By Ellie Jones, Cathedral Archivist
Hampers, baskets and drawers were the storage containers of choice for the Cathedral’s archives in the past, before neat rows of acid-free conservation grade cardboard boxes, a climate-controlled strongroom, and digital storage could have been imagined. For centuries the archives – variously called muniments or evidences – were stored in the exchequer room along with many of the treasures of the Cathedral. Various attempts had been made to list the documents hamper by hamper – but this did not always make it easy for people to actually find particular documents.
In the 1750s the Dean, Charles Lyttelton, got involved in organising things. Improvements were made to storage, organisation and cataloguing. Lyttelton himself went through many of the documents and recorded the ‘particulars of the several bundles of evidences contained in the drawers of the New Press in the Exchequer, with a copy of the endorsement on the parchment labels affixed to each bundle’. He added a note to the new catalogue, which incorporated and aimed to improve on a list made by the chapter clerk, Nicholas Webber, a hundred years earlier. It is hard to discern much order in Webber’s list except for the contents of drawers allocated individually to the Chancellor, Chanter, Treasury, Sub-deanery and Dean. Lyttelton’s innovation seems to have been an attempt at sorting the documents:
“In order to render the evidences more usefull, those sorted by Webber should be incorporated with those sorted by the Dean as the latter are placed in a series as far as was possible, with respect to Place, Matter & the like; whereas the former are jumbled together without any order, so that the whole catalogue must be read over before any one particular evidence can be found…”.
Only a few items are described individually, and instead the catalogue organises documents into numbered sections by place (Exeter city, the Close, then across Devon and Cornwall) and type. Inevitably there are some miscellaneous items left over, such as section 22, which contains “Deeds of Lands etc in Cornwall which have little or no relation to the Church of Exeter”. We can also see that some documents were given particular status and stored separately. There was a “small black box tied with leather containing 11 Saxon Charters or Grants from Saxon Kings to the Church of Exeter” and the Exeter Domesday is singled out as being a “most valuable manuscript”.
The arrangement of the Cathedral Archives continued along broadly similar lines for many years, but has had to adapt to accommodate thousands of further documents. Storage conditions have improved, and cataloguing has advanced, but the process of carefully sorting, storing and describing everything remains ongoing.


#### REQUIRED ACTION
The output should be all lines of the entries below in which the word "goals" occurs.

#### DATA PROVIDED
[Start of Attachment]

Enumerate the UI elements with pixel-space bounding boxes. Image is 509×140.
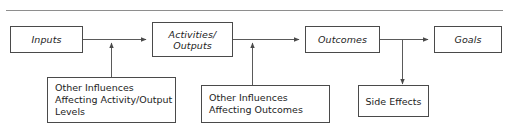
node-inputs[interactable]: Inputs xyxy=(10,26,83,53)
node-other-influences-outcomes-label: Other Influences Affecting Outcomes xyxy=(209,92,303,116)
node-inputs-label: Inputs xyxy=(31,34,61,45)
node-outcomes-label: Outcomes xyxy=(318,34,367,45)
node-other-influences-outcomes[interactable]: Other Influences Affecting Outcomes xyxy=(201,85,330,123)
cut-off-title xyxy=(120,0,500,5)
node-other-influences-activity[interactable]: Other Influences Affecting Activity/Outp… xyxy=(47,77,176,123)
logic-model-diagram: Inputs Activities/ Outputs Outcomes Goal… xyxy=(0,0,509,140)
node-activities-outputs-label: Activities/ Outputs xyxy=(169,29,217,51)
node-side-effects[interactable]: Side Effects xyxy=(358,85,429,117)
node-goals[interactable]: Goals xyxy=(434,26,502,53)
node-other-influences-activity-label: Other Influences Affecting Activity/Outp… xyxy=(55,82,172,118)
node-outcomes[interactable]: Outcomes xyxy=(305,26,380,53)
header-divider xyxy=(6,10,503,11)
node-side-effects-label: Side Effects xyxy=(366,96,422,107)
node-goals-label: Goals xyxy=(454,34,481,45)
node-activities-outputs[interactable]: Activities/ Outputs xyxy=(152,22,233,57)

[End of Attachment]

#### ANSWER BELOW
node-goals[interactable]: Goals xyxy=(434,26,502,53)
node-goals-label: Goals xyxy=(454,34,481,45)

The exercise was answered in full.